### WHAT YOU ARE ASKED TO DO
Copy out again, unchanged, the listing below from the line that has "What are the" through the line that has "This screenshot has width=699, height=393.".

▽

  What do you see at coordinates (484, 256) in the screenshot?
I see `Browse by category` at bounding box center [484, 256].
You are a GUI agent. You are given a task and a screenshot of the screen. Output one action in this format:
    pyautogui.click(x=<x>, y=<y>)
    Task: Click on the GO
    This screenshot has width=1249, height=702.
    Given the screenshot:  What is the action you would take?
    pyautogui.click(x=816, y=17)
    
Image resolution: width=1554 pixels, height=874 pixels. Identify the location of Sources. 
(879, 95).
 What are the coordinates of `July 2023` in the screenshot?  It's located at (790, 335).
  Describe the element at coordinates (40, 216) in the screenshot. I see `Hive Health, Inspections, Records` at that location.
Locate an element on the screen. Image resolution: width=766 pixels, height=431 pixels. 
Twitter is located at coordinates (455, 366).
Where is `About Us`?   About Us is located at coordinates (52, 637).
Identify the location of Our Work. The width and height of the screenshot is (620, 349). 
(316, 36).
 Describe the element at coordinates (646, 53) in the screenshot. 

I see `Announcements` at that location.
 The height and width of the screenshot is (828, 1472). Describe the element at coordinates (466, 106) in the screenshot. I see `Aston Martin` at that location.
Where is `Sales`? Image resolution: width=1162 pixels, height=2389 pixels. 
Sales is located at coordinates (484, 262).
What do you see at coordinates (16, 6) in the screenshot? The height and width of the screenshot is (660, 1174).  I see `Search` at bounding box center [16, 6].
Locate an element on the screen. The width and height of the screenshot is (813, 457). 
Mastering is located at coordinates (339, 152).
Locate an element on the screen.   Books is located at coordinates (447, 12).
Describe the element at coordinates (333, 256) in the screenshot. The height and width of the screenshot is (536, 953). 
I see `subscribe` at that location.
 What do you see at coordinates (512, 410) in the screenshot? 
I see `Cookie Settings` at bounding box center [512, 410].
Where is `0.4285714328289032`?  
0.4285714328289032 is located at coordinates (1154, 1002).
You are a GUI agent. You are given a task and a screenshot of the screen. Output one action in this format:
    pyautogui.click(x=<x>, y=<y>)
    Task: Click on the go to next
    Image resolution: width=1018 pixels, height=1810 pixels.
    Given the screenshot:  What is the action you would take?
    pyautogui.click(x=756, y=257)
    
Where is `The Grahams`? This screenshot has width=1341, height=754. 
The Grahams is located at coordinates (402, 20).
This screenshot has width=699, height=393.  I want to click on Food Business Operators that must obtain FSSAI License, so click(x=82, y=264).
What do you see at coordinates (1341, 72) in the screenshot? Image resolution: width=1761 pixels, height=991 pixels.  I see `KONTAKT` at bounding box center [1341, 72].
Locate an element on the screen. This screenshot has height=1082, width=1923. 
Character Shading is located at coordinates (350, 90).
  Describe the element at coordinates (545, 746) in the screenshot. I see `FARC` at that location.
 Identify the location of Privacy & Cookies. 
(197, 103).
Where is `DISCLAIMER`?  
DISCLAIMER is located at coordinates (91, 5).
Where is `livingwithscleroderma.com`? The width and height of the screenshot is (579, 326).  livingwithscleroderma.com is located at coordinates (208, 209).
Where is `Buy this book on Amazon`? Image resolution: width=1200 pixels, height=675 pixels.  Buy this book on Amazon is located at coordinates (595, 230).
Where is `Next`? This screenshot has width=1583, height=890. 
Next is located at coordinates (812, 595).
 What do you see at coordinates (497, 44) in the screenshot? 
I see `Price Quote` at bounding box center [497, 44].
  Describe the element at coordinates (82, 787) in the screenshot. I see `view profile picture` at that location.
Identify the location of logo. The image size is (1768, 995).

△

### ANSWER TO THIS PROBLEM
 What are the coordinates of `July 2023` in the screenshot?  It's located at (790, 335).
  Describe the element at coordinates (40, 216) in the screenshot. I see `Hive Health, Inspections, Records` at that location.
Locate an element on the screen. Image resolution: width=766 pixels, height=431 pixels. 
Twitter is located at coordinates (455, 366).
Where is `About Us`?   About Us is located at coordinates (52, 637).
Identify the location of Our Work. The width and height of the screenshot is (620, 349). 
(316, 36).
 Describe the element at coordinates (646, 53) in the screenshot. 

I see `Announcements` at that location.
 The height and width of the screenshot is (828, 1472). Describe the element at coordinates (466, 106) in the screenshot. I see `Aston Martin` at that location.
Where is `Sales`? Image resolution: width=1162 pixels, height=2389 pixels. 
Sales is located at coordinates (484, 262).
What do you see at coordinates (16, 6) in the screenshot? The height and width of the screenshot is (660, 1174).  I see `Search` at bounding box center [16, 6].
Locate an element on the screen. The width and height of the screenshot is (813, 457). 
Mastering is located at coordinates (339, 152).
Locate an element on the screen.   Books is located at coordinates (447, 12).
Describe the element at coordinates (333, 256) in the screenshot. The height and width of the screenshot is (536, 953). 
I see `subscribe` at that location.
 What do you see at coordinates (512, 410) in the screenshot? 
I see `Cookie Settings` at bounding box center [512, 410].
Where is `0.4285714328289032`?  
0.4285714328289032 is located at coordinates (1154, 1002).
You are a GUI agent. You are given a task and a screenshot of the screen. Output one action in this format:
    pyautogui.click(x=<x>, y=<y>)
    Task: Click on the go to next
    Image resolution: width=1018 pixels, height=1810 pixels.
    Given the screenshot:  What is the action you would take?
    pyautogui.click(x=756, y=257)
    
Where is `The Grahams`? This screenshot has width=1341, height=754. 
The Grahams is located at coordinates (402, 20).
This screenshot has width=699, height=393.  I want to click on Food Business Operators that must obtain FSSAI License, so click(x=82, y=264).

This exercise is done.